Troy Galloway lost his job at a western Pennsylvania steel mill in 2000. He got a real estate license, then started a construction company, but no matter what he tried, he had trouble bringing home a steady income.
Hear Troy talk about his clean energy job
"Green collar" workers at a Gamesa plant in Pennsylvania work to smooth out windmill blades that will produce clean, renewable energy. Courtesy: Gamesa
"It was bad. We were scrimping," he recalls. His wife lost her job, too, when a lingerie manufacturer closed its Johnstown factory. They had three children at home to support. "My wife said we had to do something."
In the spring of 2006, a Spanish wind turbine maker called Gamesa opened a plant in Ebensburg, about a half-hour drive from Galloway's home in Hollsapple, Pa. "It was a big thing," Galloway says. "The governor was wooing them. It was all over the papers. Everybody knew they were coming."

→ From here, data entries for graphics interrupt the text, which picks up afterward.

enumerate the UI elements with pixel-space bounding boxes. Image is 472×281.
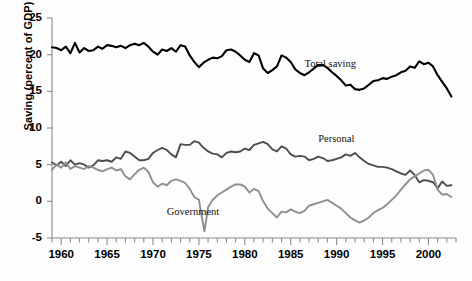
y-tick-label: 10: [10, 121, 42, 133]
series-line-total-saving: [52, 43, 451, 97]
x-tick-label: 1965: [84, 248, 130, 260]
x-tick-label: 1995: [360, 248, 406, 260]
y-tick-label: 20: [10, 48, 42, 60]
y-tick-label: 15: [10, 84, 42, 96]
x-tick-label: 1975: [176, 248, 222, 260]
series-label-government: Government: [167, 206, 220, 217]
x-tick-label: 1970: [130, 248, 176, 260]
x-tick-label: 1990: [314, 248, 360, 260]
y-tick-label: 5: [10, 158, 42, 170]
y-tick-label: 0: [10, 194, 42, 206]
series-line-government: [52, 162, 451, 231]
figure-panel: Saving (percent of GDP) 2520151050-51960…: [0, 0, 472, 281]
x-tick-label: 1985: [268, 248, 314, 260]
y-tick-label: -5: [10, 231, 42, 243]
y-tick-label: 25: [10, 11, 42, 23]
series-label-total-saving: Total saving: [305, 58, 356, 69]
series-label-personal: Personal: [318, 133, 354, 144]
x-tick-label: 2000: [405, 248, 451, 260]
x-tick-label: 1960: [38, 248, 84, 260]
x-tick-label: 1980: [222, 248, 268, 260]
chart-plot-area: [0, 0, 472, 281]
series-line-personal: [52, 141, 451, 188]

He landed a job in the finishing department, smoothing the edges of mammoth windmill blades. It was an awful lot like his first job in the steel mills. "All my skills transferred," he says.
Galloway, a member of UWS Local 2635-24, never imagined himself in a green job, even though he's been recycling for as long as he can remember. Every couple of weeks, he drives to a drop-off center with cans, bottles, newspapers and other household refuse. "I'm not a tree hugger," Galloway says, "but I do believe in Mother Earth."
Now, he's doing Mother Earth another favor, building windmills that produce renewable power -- and earning a steady paycheck for it.
"It's a feel-good job," Galloway says. "Not only is it good money and good working conditions, but you feel good because of what you're doing. You're doing something good for the environment, reducing our dependence on foreign oil, and doing something good for our children."